In the forties he decided to study music "seriously." His great piano teacher was César Pérez Sentenat and he learned harmony with Harold Gramatges and Félix Guerrero, later presenting himself at the Palacio de Bellas Artes with a program that included works by Bach, Mozart, Ravel, Debussy, and by Cubans Ignacio Cervantes and Ernesto Lecuona—in 1959 appeared Danzas y danzones cubanos, the first of a series of albums that combined the danzón repertoire with pieces by Cervantes and Saumell—.

Through the mediation of Miguel Matamoros, he began to work at radio Mil Diez, a station where he accompanied performers, hosted solo piano programs, and was part of the group Loquibambia, which played fashionable American music and numbers by young composers like José Antonio Méndez and César Portillo de la Luz, with Omara Portuondo as vocalist, becoming the pianist of filín par excellence. He would later be a founder of the legendary Grupo Cubano de Música Moderna (later called Los Amigos), composed basically of five musicians passionate about jazz: drummer Guillermo Barreto, bassist Orlando Papito Hernández, tumbador Tata Güines, güirero Gustavo Tamayo, and himself.

This was his era of unbridled bohemia. "We never went to bed before six in the morning," he would say, recalling that back then he was very flirtatious and walked without a cane. "The güaguero drivers knew me and would drop me at my house door," he would recount, and when telling these anecdotes, between song and song at La Roca or at the club La Zorra y el Cuervo, his face would light up.

He was a founder of the Cuban Jazz Club in the fifties. American musicians like Tommy Dorsey, Sarah Vaughan, or Zoot Sims would travel to Havana back then to play many weekends, and in the early morning hours Cubans and Americans would come together to jam at Las Vegas, Club 21, or Habana 1900. There were legendary jam sessions, like the one that took place at Sans Souci with Sara Vaughan and her trio, which went into the books. That night Frank Emilio and Sarah's upright bass, Richard Davis, improvised together, and at one point in the night Richard asked Frank to accompany him on The Nearness of You. Frank wasn't entirely confident and asked if he knew it, to which Frank replied: "What key do you want it in, mulato?"

One of his great friends and admirer, the director of the Tropicana orchestra, Armando Romeu, encouraged him to do Rhapsody in Blue, by his beloved Gershwin. Frank replied that he couldn't because there were no sheet music for him in Cuba. Romeu learned braille to translate the work for him, and Frank Emilio not only performed this work with the Symphony Orchestra, but also later did Gershwin's Concerto in F, something he was proud of.
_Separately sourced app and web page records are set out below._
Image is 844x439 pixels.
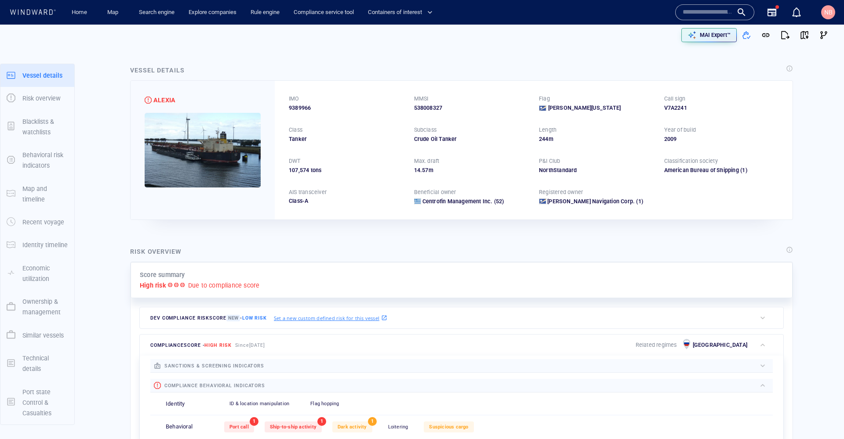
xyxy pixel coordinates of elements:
[22,116,68,138] p: Blacklists & watchlists
[250,417,258,426] span: 1
[775,25,794,45] button: Export report
[664,157,717,165] p: Classification society
[337,424,367,430] span: Dark activity
[414,188,456,196] p: Beneficial owner
[204,343,231,348] span: High risk
[0,269,74,277] a: Economic utilization
[0,218,74,226] a: Recent voyage
[422,167,428,174] span: 57
[22,150,68,171] p: Behavioral risk indicators
[226,315,240,322] span: New
[539,136,548,142] span: 244
[422,198,504,206] a: Centrofin Management Inc. (52)
[150,343,232,348] span: compliance score -
[681,28,736,42] button: MAI Expert™
[414,126,437,134] p: Subclass
[414,135,529,143] div: Crude Oil Tanker
[289,198,308,204] span: Class-A
[150,315,267,322] span: Dev Compliance risk score -
[429,424,468,430] span: Suspicious cargo
[0,303,74,311] a: Ownership & management
[0,347,74,381] button: Technical details
[22,70,62,81] p: Vessel details
[0,211,74,234] button: Recent voyage
[22,240,68,250] p: Identity timeline
[22,330,64,341] p: Similar vessels
[289,135,403,143] div: Tanker
[422,198,493,205] span: Centrofin Management Inc.
[794,25,814,45] button: View on map
[756,25,775,45] button: Get link
[0,156,74,164] a: Behavioral risk indicators
[548,104,621,112] span: [PERSON_NAME][US_STATE]
[274,315,379,322] p: Set a new custom defined risk for this vessel
[145,113,261,188] img: 5905c5f1994bab4c56279b37_0
[229,424,249,430] span: Port call
[145,97,152,104] div: High risk
[135,5,178,20] a: Search engine
[0,324,74,347] button: Similar vessels
[736,25,756,45] button: Add to vessel list
[0,177,74,211] button: Map and timeline
[664,126,696,134] p: Year of build
[0,290,74,324] button: Ownership & management
[635,341,677,349] p: Related regimes
[22,297,68,318] p: Ownership & management
[368,417,377,426] span: 1
[289,157,301,165] p: DWT
[100,5,128,20] button: Map
[0,144,74,177] button: Behavioral risk indicators
[364,5,440,20] button: Containers of interest
[22,93,61,104] p: Risk overview
[65,5,93,20] button: Home
[290,5,357,20] a: Compliance service tool
[819,4,837,21] button: NB
[164,383,265,389] span: compliance behavioral indicators
[539,167,653,174] div: NorthStandard
[0,398,74,406] a: Port state Control & Casualties
[0,241,74,249] a: Identity timeline
[388,424,408,430] span: Loitering
[289,104,311,112] span: 9389966
[548,136,553,142] span: m
[242,315,267,321] span: Low risk
[0,87,74,110] button: Risk overview
[664,95,685,103] p: Call sign
[414,157,439,165] p: Max. draft
[664,167,739,174] div: American Bureau of Shipping
[310,401,339,407] span: Flag hopping
[539,126,556,134] p: Length
[140,270,185,280] p: Score summary
[68,5,91,20] a: Home
[824,9,832,16] span: NB
[547,198,643,206] a: [PERSON_NAME] Navigation Corp. (1)
[539,157,560,165] p: P&I Club
[289,95,299,103] p: IMO
[493,198,504,206] span: (52)
[22,263,68,285] p: Economic utilization
[22,353,68,375] p: Technical details
[692,341,747,349] p: [GEOGRAPHIC_DATA]
[104,5,125,20] a: Map
[0,122,74,130] a: Blacklists & watchlists
[414,104,529,112] div: 538008327
[0,110,74,144] button: Blacklists & watchlists
[0,189,74,198] a: Map and timeline
[0,234,74,257] button: Identity timeline
[229,401,289,407] span: ID & location manipulation
[289,167,403,174] div: 107,574 tons
[22,387,68,419] p: Port state Control & Casualties
[414,167,420,174] span: 14
[153,95,175,105] div: ALEXIA
[166,423,192,431] p: Behavioral
[185,5,240,20] a: Explore companies
[539,188,583,196] p: Registered owner
[166,400,185,409] p: Identity
[0,71,74,79] a: Vessel details
[274,313,387,323] a: Set a new custom defined risk for this vessel
[247,5,283,20] a: Rule engine
[317,417,326,426] span: 1
[140,280,166,291] p: High risk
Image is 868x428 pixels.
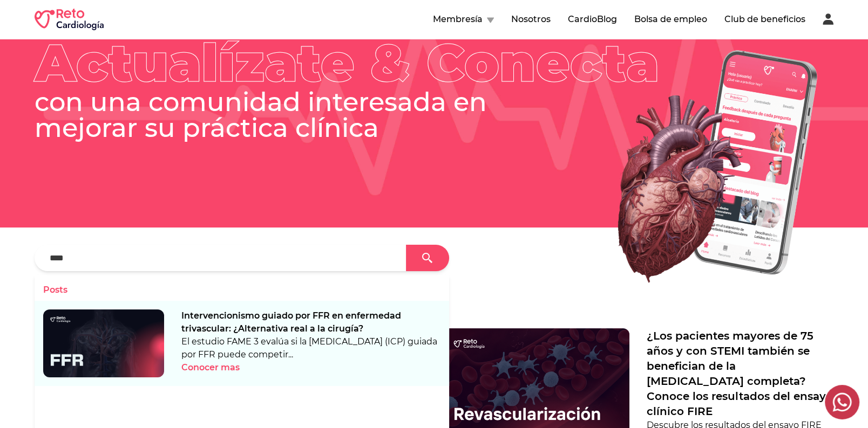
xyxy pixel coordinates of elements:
[647,328,834,419] a: ¿Los pacientes mayores de 75 años y con STEMI también se benefician de la [MEDICAL_DATA] completa...
[568,13,617,26] button: CardioBlog
[181,362,239,374] p: Conocer mas
[724,13,805,26] button: Club de beneficios
[634,13,707,26] button: Bolsa de empleo
[34,9,103,30] img: RETO Cardio Logo
[181,309,440,336] p: Intervencionismo guiado por FFR en enfermedad trivascular: ¿Alternativa real a la cirugía?
[181,336,440,362] p: El estudio FAME 3 evalúa si la [MEDICAL_DATA] (ICP) guiada por FFR puede competir...
[511,13,551,26] button: Nosotros
[561,36,834,297] img: Heart
[34,301,449,386] a: Intervencionismo guiado por FFR en enfermedad trivascular: ¿Alternativa real a la cirugía?Interve...
[44,309,164,377] img: Intervencionismo guiado por FFR en enfermedad trivascular: ¿Alternativa real a la cirugía?
[433,13,493,26] button: Membresía
[181,362,258,374] button: Conocer mas
[34,275,449,301] p: Posts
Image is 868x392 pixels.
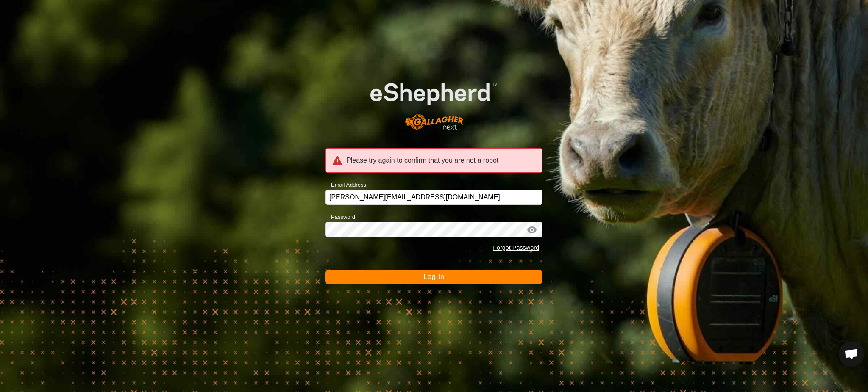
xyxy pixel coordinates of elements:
[325,181,366,189] label: Email Address
[493,244,539,251] a: Forgot Password
[325,190,542,205] input: Email Address
[838,341,864,367] div: Open chat
[423,273,444,281] span: Log In
[325,148,542,173] div: Please try again to confirm that you are not a robot
[325,270,542,284] button: Log In
[325,213,355,222] label: Password
[347,65,521,139] img: E-shepherd Logo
Like many Cuban musicians, he fell into oblivion in the seventies, when the revolutionary offensive broke loose on the island; clubs closed and jazz became almost the music of the enemy. "Boldly, I had dedicated myself to cultivating other genres, and I continued working," he would recount. He composed, gave concerts, and dedicated himself body and soul to teaching music to other blind people. In 1996, when through commercial quirks Cuban music became fashionable, he made Barbarísimo, a genuine Latin jazz album. Then came the danzón CD Mi ayer, Tribute to Lecuona, and in 1998, he recorded for the famous Blue Note label Reflejos ancestrales, one of his great albums.

That same year, American trumpeter Winston Marshallis traveled to Havana and went to see him play at the club La Zorra y el Cuervo. He was fascinated, and invited him to play for two consecutive years at Lincoln Center in New York. Thanks to the publicity, a cousin discovered his existence and he was reunited with his family in the USA.